The current count of IoT devices is about 9 billion (excluding smartphones, tablets, and computers) and estimated to reach 30 billion by 2020. While there are ambitious terrestrial initiatives like Google’s Project Loon and Facebook’s Aquila drone, which are trying to digitally connect every rural and remote corner of the land, we’re missing out on connecting underwater.
Oceans and lakes cover three quarters of the earth. It is only natural for scientists and engineers to extend the concept of IoT into the oceans.
The Vision of Internet of Underwater Things:
IoUT would enable a system of autonomous underwater vehicles (AUV) communicating with each other, collecting data, and transmitting to control centers above the surface at regular internet speeds. Apart from effective management of our planet’s resources, the information can be used for a wide variety of tasks such as surveying crashes and shipwrecks, detecting early signs of tsunamis, monitoring health of animals, as well as creating interactive real-time aquatic education, archaeological expeditions, and ecological monitoring applications.
Technological Challenges for IoUT:
The established concepts of IoT cannot simply extend to underwater since the conditions are very different from land.

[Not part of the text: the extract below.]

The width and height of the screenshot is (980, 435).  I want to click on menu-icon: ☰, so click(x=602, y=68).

This poses serious challenges for scientists and engineers to tackle before IoUT can become reality. Some practical challenges are listed below:
- Signal transmission underwater is limited and not as effective compared to air. For example, radio waves used by conventional Wi-Fi networks can travel only a few meters at most underwater.
- Signal interference from waves, passing ships, or background noise from marine life
- Achieving reliable response to rapidly changing environment – from salinity to the temperature of the water
- Huge costs of implementing sensors and submarine AUVs
- Chemical and UV radiation resistance of IoUT clients has to be stronger than for home devices.

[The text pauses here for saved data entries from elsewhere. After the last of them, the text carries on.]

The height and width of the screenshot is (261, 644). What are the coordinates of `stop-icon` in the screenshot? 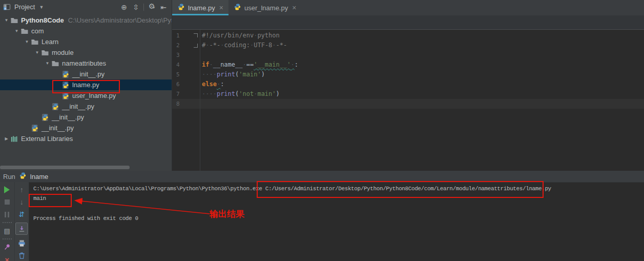 It's located at (7, 202).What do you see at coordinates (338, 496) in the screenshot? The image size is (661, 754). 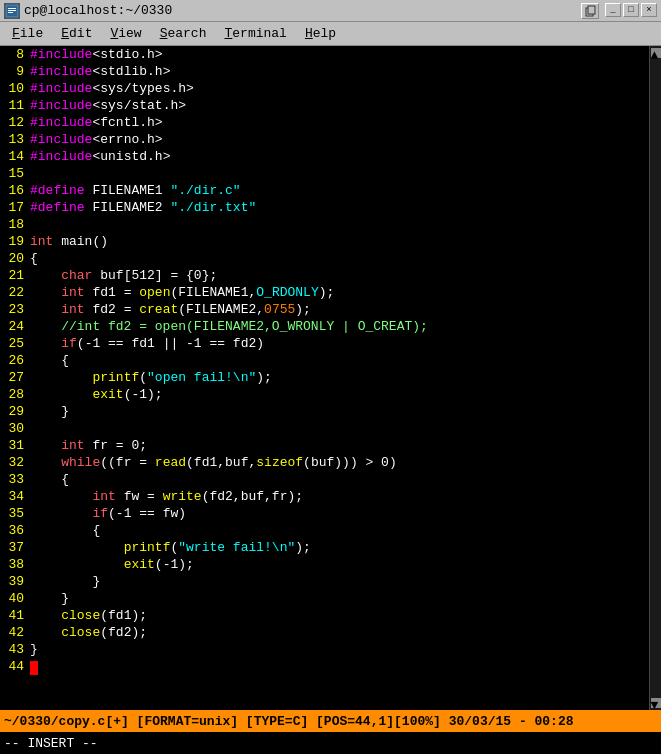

Status and Future Directions: The SUNRISE Project at a glance:
Thanks to the SUNRISE project supported by the EU with a €4,000,000 budget coordinating 40 international marine researchers, prototypes of underwater robots have already been developed and tested. The robots communicate by mimicking marine animals, i.e. using acoustic signals but at reduced power and wave frequencies that do not interfere with the animals. Eventually, this means the bandwidth is limited and the transmission rates are slow. The team has already shown that underwater drones can communicate and respond to simple instructions and transmit data in real-time. The drones talk to each other using an Esperanto-like language called Janus. The prototype drones tested in the Mediterranean Sea already helped locate a lost cargo container in the port of Porto (Portugal).
Researchers are also experimenting with optical signals, which are short ranged, but have a high bandwidth and a mix of technologies and software architecture to enable communication in different bodies of water. With the testbeds up and running, the system is ready to be tested in diverse marine environments covering the Mediterranean Sea, the Black Sea, the Atlantic and some shallow waters.
Like the early days of information technology, IoUT is currently in the R&D phase driven by state-funded organizations. And soon, once the communication between the underwater things is technically stable and the software architectures established, a new kind of Wi-Fi is helping to keep you up to date of the Underwater News!